ISSN: 1391 - 0531
Sunday May 18, 2008
Vol. 42 - No 51
Mirror  

Can we bridge this gap?

By Godaya in London

I was walking past the City Hall the other day, and there was a tall Sikh gentlemen coming out of it. He had a long graying beard, and was dressed in traditional clothing. We passed each other, nodding to acknowledge each other's presence, and then I heard it.

"Osama." Not "Obama" as in "Barrak," but "Osama" as in "Bin Laden." A couple of teens on bicycles were circling him as he walked, repeatedly shouting "Osama." This was the first time that I experienced something like this in London. I've never personally had this kind of thing thrown at me, and considering the large non-British population in London, this is something I never expected. But this was not the real shocker.

The real shocker came when I spoke to a member of our London staff. I went for a flight on the London Eye, and I was surprised to see that there were tight security precautions in place. Not the invasive and nuisance type we have in Sri Lanka, but tight security nonetheless. We started talking about security, and then one thing led to another, and I found ourselves talking about the London bombings, which led to 9/11, which led (regrettably) to Bush, which then led to the war in Iraq, and we ended up discussing Afghanistan, which invariably brought up Osama. And I related this incident to her. I told her how I was surprised to see this, and how I thought racism would be a thing of the past.

And the shocker came when she said that it is on the increase, citing ignorance as the reason. And then I realised it was ignorance that was driving this. It was apparent that those teens did not know that Sikhs came from India, and that Osama was of Arab origin, and is now believed to be in Afghanistan.

Ignorance leads to prejudice, and a lot of people out there live with prejudice. Due to the type of work I do, I've managed to remove much of the prejudices that we are brought up with. And then as you start thinking, you manage to remove all the other pre-conceived notions that you have, and condition yourself not to build prejudices.

It is ignorance that leads people to believe that women are weaker creatures than men, that whites are better than blacks, that people from a specific set of schools are better than those from others. We want to be in the "better" part of society, and create an "us-ness."

People create prejudices against topics they are not comfortable with. I call myself a sexual rights activist, and this brings me across more prejudices.

Just as the modern members of the Aryan nation are prejudiced against blacks and Jews, we live in a culture where the major section of the society swear in the name of God that people with HIV deserve it, that homosexuals should be condemned, that sex workers (or to employ a commonly used word, prostitutes) do it for pleasure, and that women who seek abortions are promiscuous.

Sit back for a moment and think. It's the difference that "they" have from "us" that we are not comfortable with. And the moment you have a prejudice against someone just because they are different from you, you are no different from the likes of Hitler, or the KKK. And look where they ended up.

For once, I'm darn sure that I'm not being Goday.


Keeping every line intact, repeat the data word for word.

——

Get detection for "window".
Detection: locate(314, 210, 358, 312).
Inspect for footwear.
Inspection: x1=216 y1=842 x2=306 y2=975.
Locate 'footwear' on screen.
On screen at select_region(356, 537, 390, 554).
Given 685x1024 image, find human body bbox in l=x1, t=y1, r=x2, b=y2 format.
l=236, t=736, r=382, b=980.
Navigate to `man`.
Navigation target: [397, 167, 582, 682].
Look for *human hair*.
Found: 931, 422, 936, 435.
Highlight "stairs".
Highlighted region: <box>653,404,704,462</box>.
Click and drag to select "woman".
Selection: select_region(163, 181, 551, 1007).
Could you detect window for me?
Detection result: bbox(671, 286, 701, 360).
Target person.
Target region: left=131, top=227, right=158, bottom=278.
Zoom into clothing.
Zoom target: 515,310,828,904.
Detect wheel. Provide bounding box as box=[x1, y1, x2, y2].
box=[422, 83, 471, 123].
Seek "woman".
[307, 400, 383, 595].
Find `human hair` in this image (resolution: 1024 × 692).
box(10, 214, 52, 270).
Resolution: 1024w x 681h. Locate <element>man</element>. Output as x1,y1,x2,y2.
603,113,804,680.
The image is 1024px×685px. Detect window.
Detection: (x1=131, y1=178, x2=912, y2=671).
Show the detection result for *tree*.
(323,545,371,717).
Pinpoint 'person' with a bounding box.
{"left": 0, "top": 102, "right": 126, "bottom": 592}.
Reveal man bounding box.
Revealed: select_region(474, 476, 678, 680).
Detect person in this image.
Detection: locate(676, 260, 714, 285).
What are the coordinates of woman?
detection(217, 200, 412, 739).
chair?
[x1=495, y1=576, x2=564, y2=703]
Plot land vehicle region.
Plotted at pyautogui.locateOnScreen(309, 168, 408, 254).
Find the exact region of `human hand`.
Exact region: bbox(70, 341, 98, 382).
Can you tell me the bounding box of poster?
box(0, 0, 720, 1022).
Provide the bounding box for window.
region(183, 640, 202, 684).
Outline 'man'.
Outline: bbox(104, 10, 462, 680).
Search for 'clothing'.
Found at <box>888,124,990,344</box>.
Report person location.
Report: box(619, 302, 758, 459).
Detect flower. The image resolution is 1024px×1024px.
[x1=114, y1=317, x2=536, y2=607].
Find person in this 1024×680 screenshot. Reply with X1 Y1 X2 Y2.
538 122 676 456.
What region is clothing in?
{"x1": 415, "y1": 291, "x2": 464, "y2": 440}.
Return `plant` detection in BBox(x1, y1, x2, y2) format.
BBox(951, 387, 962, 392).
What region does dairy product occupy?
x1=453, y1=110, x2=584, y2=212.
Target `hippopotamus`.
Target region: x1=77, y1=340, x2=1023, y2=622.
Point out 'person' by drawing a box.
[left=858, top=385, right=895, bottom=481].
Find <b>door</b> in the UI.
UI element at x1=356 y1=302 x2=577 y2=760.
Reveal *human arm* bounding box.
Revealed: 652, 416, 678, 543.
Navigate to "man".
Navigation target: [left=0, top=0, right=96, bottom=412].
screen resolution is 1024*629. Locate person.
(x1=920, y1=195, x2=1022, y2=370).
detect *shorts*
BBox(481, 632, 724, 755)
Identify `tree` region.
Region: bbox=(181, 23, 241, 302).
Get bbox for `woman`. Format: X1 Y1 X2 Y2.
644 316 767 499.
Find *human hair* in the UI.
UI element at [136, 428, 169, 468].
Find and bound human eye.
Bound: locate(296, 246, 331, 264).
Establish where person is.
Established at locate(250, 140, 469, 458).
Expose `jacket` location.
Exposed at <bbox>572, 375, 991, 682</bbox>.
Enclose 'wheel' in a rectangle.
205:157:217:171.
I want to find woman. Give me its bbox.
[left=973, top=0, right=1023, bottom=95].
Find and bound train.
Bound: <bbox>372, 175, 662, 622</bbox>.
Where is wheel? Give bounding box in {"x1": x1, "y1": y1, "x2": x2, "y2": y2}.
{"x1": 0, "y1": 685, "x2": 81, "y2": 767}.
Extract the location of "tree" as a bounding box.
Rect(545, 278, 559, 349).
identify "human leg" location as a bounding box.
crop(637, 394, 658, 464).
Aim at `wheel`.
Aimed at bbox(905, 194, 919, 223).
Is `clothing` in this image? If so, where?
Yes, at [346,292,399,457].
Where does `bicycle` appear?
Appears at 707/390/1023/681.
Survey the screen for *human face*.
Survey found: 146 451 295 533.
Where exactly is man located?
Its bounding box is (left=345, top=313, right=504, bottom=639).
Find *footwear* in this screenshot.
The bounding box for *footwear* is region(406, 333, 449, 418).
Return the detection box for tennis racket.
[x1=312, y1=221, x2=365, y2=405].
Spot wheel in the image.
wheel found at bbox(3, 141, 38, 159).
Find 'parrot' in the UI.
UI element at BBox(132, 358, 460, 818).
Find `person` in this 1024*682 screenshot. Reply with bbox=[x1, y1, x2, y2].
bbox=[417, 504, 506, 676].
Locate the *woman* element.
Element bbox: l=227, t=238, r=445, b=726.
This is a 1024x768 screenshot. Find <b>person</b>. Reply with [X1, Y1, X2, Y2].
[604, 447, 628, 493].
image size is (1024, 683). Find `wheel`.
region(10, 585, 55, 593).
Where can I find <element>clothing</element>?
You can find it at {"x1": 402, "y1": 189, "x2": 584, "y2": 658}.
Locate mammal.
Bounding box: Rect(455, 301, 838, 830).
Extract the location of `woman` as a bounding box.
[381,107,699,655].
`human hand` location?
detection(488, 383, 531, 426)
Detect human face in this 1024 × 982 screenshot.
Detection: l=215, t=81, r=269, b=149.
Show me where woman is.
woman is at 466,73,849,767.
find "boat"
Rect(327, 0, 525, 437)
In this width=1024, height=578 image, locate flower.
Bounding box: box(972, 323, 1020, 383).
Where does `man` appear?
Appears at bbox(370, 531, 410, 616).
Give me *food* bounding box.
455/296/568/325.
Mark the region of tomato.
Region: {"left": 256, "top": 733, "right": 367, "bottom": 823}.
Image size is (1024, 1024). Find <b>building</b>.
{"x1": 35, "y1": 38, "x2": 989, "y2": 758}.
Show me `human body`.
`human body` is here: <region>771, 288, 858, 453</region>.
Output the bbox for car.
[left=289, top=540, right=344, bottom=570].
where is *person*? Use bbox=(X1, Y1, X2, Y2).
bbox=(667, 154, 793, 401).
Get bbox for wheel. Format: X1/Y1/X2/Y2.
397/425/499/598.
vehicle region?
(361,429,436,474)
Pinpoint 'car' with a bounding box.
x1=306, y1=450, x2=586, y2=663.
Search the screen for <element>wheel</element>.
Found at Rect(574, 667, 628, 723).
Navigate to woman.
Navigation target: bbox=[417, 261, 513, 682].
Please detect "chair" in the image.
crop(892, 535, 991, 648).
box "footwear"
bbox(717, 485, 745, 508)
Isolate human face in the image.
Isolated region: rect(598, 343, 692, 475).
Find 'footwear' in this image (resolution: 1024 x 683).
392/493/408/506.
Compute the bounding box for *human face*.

——

__RESPONSE TO THE EXERCISE__.
Get detection for "window".
Detection: locate(314, 210, 358, 312).
Inspect for footwear.
Inspection: x1=216 y1=842 x2=306 y2=975.
Locate 'footwear' on screen.
On screen at select_region(356, 537, 390, 554).
Given 685x1024 image, find human body bbox in l=x1, t=y1, r=x2, b=y2 format.
l=236, t=736, r=382, b=980.
Navigate to `man`.
Navigation target: [397, 167, 582, 682].
Look for *human hair*.
Found: 931, 422, 936, 435.
Highlight "stairs".
Highlighted region: <box>653,404,704,462</box>.
Click and drag to select "woman".
Selection: select_region(163, 181, 551, 1007).
Could you detect window for me?
Detection result: bbox(671, 286, 701, 360).
Target person.
Target region: left=131, top=227, right=158, bottom=278.
Zoom into clothing.
Zoom target: 515,310,828,904.
Detect wheel. Provide bounding box as box=[x1, y1, x2, y2].
box=[422, 83, 471, 123].
Seek "woman".
[307, 400, 383, 595].
Find `human hair` in this image (resolution: 1024 × 692).
box(10, 214, 52, 270).
Resolution: 1024w x 681h. Locate <element>man</element>. Output as x1,y1,x2,y2.
603,113,804,680.
The image is 1024px×685px. Detect window.
Detection: (x1=131, y1=178, x2=912, y2=671).
Show the detection result for *tree*.
(323,545,371,717).
Pinpoint 'person' with a bounding box.
{"left": 0, "top": 102, "right": 126, "bottom": 592}.
Reveal man bounding box.
Revealed: select_region(474, 476, 678, 680).
Detect person in this image.
Detection: locate(676, 260, 714, 285).
What are the coordinates of woman?
detection(217, 200, 412, 739).
chair?
[x1=495, y1=576, x2=564, y2=703]
Plot land vehicle region.
Plotted at pyautogui.locateOnScreen(309, 168, 408, 254).
Find the exact region of `human hand`.
Exact region: bbox(70, 341, 98, 382).
Can you tell me the bounding box of poster?
box(0, 0, 720, 1022).
Provide the bounding box for window.
region(183, 640, 202, 684).
Outline 'man'.
Outline: bbox(104, 10, 462, 680).
Search for 'clothing'.
Found at <box>888,124,990,344</box>.
Report person location.
Report: box(619, 302, 758, 459).
Detect flower. The image resolution is 1024px×1024px.
[x1=114, y1=317, x2=536, y2=607].
Find person in this 1024×680 screenshot. Reply with X1 Y1 X2 Y2.
538 122 676 456.
What region is clothing in?
{"x1": 415, "y1": 291, "x2": 464, "y2": 440}.
Return `plant` detection in BBox(x1, y1, x2, y2) format.
BBox(951, 387, 962, 392).
What region does dairy product occupy?
x1=453, y1=110, x2=584, y2=212.
Target `hippopotamus`.
Target region: x1=77, y1=340, x2=1023, y2=622.
Point out 'person' by drawing a box.
[left=858, top=385, right=895, bottom=481].
Find <b>door</b> in the UI.
UI element at x1=356 y1=302 x2=577 y2=760.
Reveal *human arm* bounding box.
Revealed: 652, 416, 678, 543.
Navigate to "man".
Navigation target: [left=0, top=0, right=96, bottom=412].
screen resolution is 1024*629. Locate person.
(x1=920, y1=195, x2=1022, y2=370).
detect *shorts*
BBox(481, 632, 724, 755)
Identify `tree` region.
Region: bbox=(181, 23, 241, 302).
Get bbox for `woman`. Format: X1 Y1 X2 Y2.
644 316 767 499.
Find *human hair* in the UI.
UI element at [136, 428, 169, 468].
Find and bound human eye.
Bound: locate(296, 246, 331, 264).
Establish where person is.
Established at locate(250, 140, 469, 458).
Expose `jacket` location.
Exposed at <bbox>572, 375, 991, 682</bbox>.
Enclose 'wheel' in a rectangle.
205:157:217:171.
I want to find woman. Give me its bbox.
[left=973, top=0, right=1023, bottom=95].
Find and bound train.
Bound: <bbox>372, 175, 662, 622</bbox>.
Where is wheel? Give bounding box in {"x1": x1, "y1": y1, "x2": x2, "y2": y2}.
{"x1": 0, "y1": 685, "x2": 81, "y2": 767}.
Extract the location of "tree" as a bounding box.
Rect(545, 278, 559, 349).
identify "human leg" location as a bounding box.
crop(637, 394, 658, 464).
Aim at `wheel`.
Aimed at bbox(905, 194, 919, 223).
Is `clothing` in this image? If so, where?
Yes, at [346,292,399,457].
Where does `bicycle` appear?
Appears at 707/390/1023/681.
Survey the screen for *human face*.
Survey found: 146 451 295 533.
Where exactly is man located?
Its bounding box is (left=345, top=313, right=504, bottom=639).
Find *footwear* in this screenshot.
The bounding box for *footwear* is region(406, 333, 449, 418).
Return the detection box for tennis racket.
[x1=312, y1=221, x2=365, y2=405].
Spot wheel in the image.
wheel found at bbox(3, 141, 38, 159).
Find 'parrot' in the UI.
UI element at BBox(132, 358, 460, 818).
Find `person` in this 1024*682 screenshot. Reply with bbox=[x1, y1, x2, y2].
bbox=[417, 504, 506, 676].
Locate the *woman* element.
Element bbox: l=227, t=238, r=445, b=726.
This is a 1024x768 screenshot. Find <b>person</b>. Reply with [X1, Y1, X2, Y2].
[604, 447, 628, 493].
image size is (1024, 683). Find `wheel`.
region(10, 585, 55, 593).
Where can I find <element>clothing</element>?
You can find it at {"x1": 402, "y1": 189, "x2": 584, "y2": 658}.
Locate mammal.
Bounding box: Rect(455, 301, 838, 830).
Extract the location of `woman` as a bounding box.
[381,107,699,655].
`human hand` location?
detection(488, 383, 531, 426)
Detect human face in this 1024 × 982 screenshot.
Detection: l=215, t=81, r=269, b=149.
Show me where woman is.
woman is at 466,73,849,767.
find "boat"
Rect(327, 0, 525, 437)
In this width=1024, height=578 image, locate flower.
Bounding box: box(972, 323, 1020, 383).
Where does `man` appear?
Appears at bbox(370, 531, 410, 616).
Give me *food* bounding box.
455/296/568/325.
Mark the region of tomato.
Region: {"left": 256, "top": 733, "right": 367, "bottom": 823}.
Image size is (1024, 1024). Find <b>building</b>.
{"x1": 35, "y1": 38, "x2": 989, "y2": 758}.
Show me `human body`.
`human body` is here: <region>771, 288, 858, 453</region>.
Output the bbox for car.
[left=289, top=540, right=344, bottom=570].
where is *person*? Use bbox=(X1, Y1, X2, Y2).
bbox=(667, 154, 793, 401).
Get bbox for wheel. Format: X1/Y1/X2/Y2.
397/425/499/598.
vehicle region?
(361,429,436,474)
Pinpoint 'car' with a bounding box.
x1=306, y1=450, x2=586, y2=663.
Search the screen for <element>wheel</element>.
Found at Rect(574, 667, 628, 723).
Navigate to woman.
Navigation target: bbox=[417, 261, 513, 682].
Please detect "chair" in the image.
crop(892, 535, 991, 648).
box "footwear"
bbox(717, 485, 745, 508)
Isolate human face in the image.
Isolated region: rect(598, 343, 692, 475).
Find 'footwear' in this image (resolution: 1024 x 683).
392/493/408/506.
Compute the bounding box for *human face*.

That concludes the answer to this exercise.